Wait for healthy, do not just start containers
The subtle bug here is timing. docker compose up -d returns the instant the containers are created, not when the services inside them are ready to answer. MySQL can take several seconds to finish initializing. If the app boots in that window, the first query fails with a connection refused and the dev server crashes before the database is awake.
The fix is docker compose up -d --wait, which blocks until every service with a healthcheck reports healthy. For that to mean anything, each service needs a real healthcheck in the compose file, not a guess about how long startup takes.
services:
db:
image: mysql:8
healthcheck:
test: ["CMD", "mysqladmin", "ping", "-h", "localhost"]
interval: 3s
timeout: 5s
retries: 10
Now up --wait actually waits for MySQL to answer a ping, not for an arbitrary sleep to expire. The app starts only when the database can serve queries, and the startup race disappears.
The pnpm caveat worth knowing
If your team uses pnpm, there is one gotcha. By default, recent pnpm versions do not run npm-style pre/post lifecycle hooks the way npm and yarn do, so a bare pnpm dev may skip predev entirely. The fix is to enable lifecycle scripts in your pnpm configuration, or to call the bootstrap explicitly inside the dev script so it runs regardless of which package manager fired it. Verify the hook actually executes on a clean machine before you trust it, because a bootstrap that silently does not run is worse than no bootstrap at all. It gives the team false confidence right up until the database is missing.
The same idea covers PM2 and production parity
The principle is not specific to local dev.

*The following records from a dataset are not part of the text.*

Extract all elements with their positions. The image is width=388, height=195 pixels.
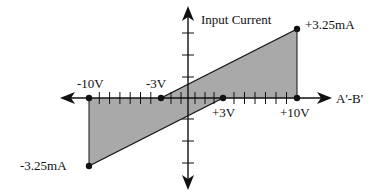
point-pos10v: [294, 95, 300, 101]
point-pos-current: [294, 26, 300, 32]
neg-current-label: -3.25mA: [20, 158, 67, 173]
point-neg10v: [86, 95, 92, 101]
x-axis-label: A'-B': [336, 91, 363, 106]
pos-current-label: +3.25mA: [305, 17, 355, 32]
y-axis-label: Input Current: [201, 12, 272, 27]
neg3v-label: -3V: [146, 76, 167, 91]
input-current-diagram: Input Current +3.25mA -10V -3V A'-B' +3V…: [0, 0, 388, 195]
neg10v-label: -10V: [77, 76, 104, 91]
point-neg3v: [158, 95, 164, 101]
point-neg-current: [86, 163, 92, 169]
pos10v-label: +10V: [280, 105, 310, 120]
pos3v-label: +3V: [212, 105, 236, 120]
point-pos3v: [220, 95, 226, 101]
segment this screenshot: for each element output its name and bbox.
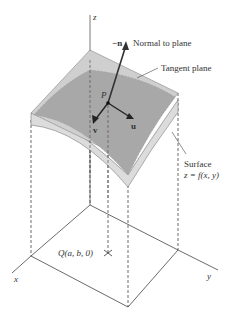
normal-arrowhead — [122, 41, 129, 50]
normal-label: Normal to plane — [133, 38, 191, 48]
tangent-plane-leader — [137, 68, 158, 78]
x-axis-label: x — [13, 274, 18, 284]
point-q-label: Q(a, b, 0) — [58, 248, 93, 258]
point-p — [106, 101, 110, 105]
u-label: u — [131, 121, 136, 131]
point-p-label: P — [100, 90, 107, 100]
surface-leader — [172, 132, 186, 154]
surface-label: Surface — [184, 159, 211, 169]
xy-plane — [12, 205, 218, 307]
v-label: v — [93, 125, 98, 135]
tangent-plane-label: Tangent plane — [161, 63, 212, 73]
neg-n-label: −n — [112, 38, 122, 48]
surface-equation: z = f(x, y) — [183, 170, 219, 180]
diagram-canvas: z x y −n Normal to plane Tangent plane P… — [0, 0, 231, 320]
z-axis-label: z — [92, 12, 97, 22]
y-axis-label: y — [206, 271, 211, 281]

Anywhere a process manager starts your app, the dependency bootstrap belongs in front of it. For a PM2-managed deployment, the bootstrap lives in a wrapper script that PM2 launches, or in a pre-start step in the ecosystem config, so the server brings up what it needs before the app process comes alive, the same discipline behind a zero-downtime PM2 deploy. That same care about process ownership is what avoids the PM2 multi-daemon trap that breaks your next deploy. The single command that starts the app is also the command that makes the app's world ready.
This matters because production parity is where most "works on my machine" bugs are born. If local dev quietly depends on a database someone started by hand three days ago, the moment that container is gone the illusion breaks, and the breakage looks like a code bug when it is really an environment one. A bootstrap that runs every time makes the environment reproducible, which makes failures honest. When the app breaks, it is the code, because the environment is guaranteed.
Why this is a baseline, not a nicety
We treat one-command bootstrap as a default on every project, the same way we treat parameterized queries or security headers. It is the same automate-the-environment instinct that makes the scripts the single source of truth so nobody fixes production by hand. It is not a convenience feature you add when you have spare time. It is the line between a codebase that respects the next person's morning and one that taxes it. A new engineer cloning the repo and being productive in sixty seconds is a quiet signal that the whole project was built by people who think about the seams, and that signal compounds across every onboarding and every machine reset for the life of the product.
The deeper habit underneath it is that the right thing should happen by default, not by discipline. Discipline fails: people forget, READMEs rot, the one person who knew the manual steps leaves. Automation does not forget. When we build a web application we wire this in from the first commit, so the stack comes up clean on any machine, and we carry the same automate-the-environment principle into how we run servers in production. The command that starts the app should start everything the app needs. Anything less is a tax you keep paying.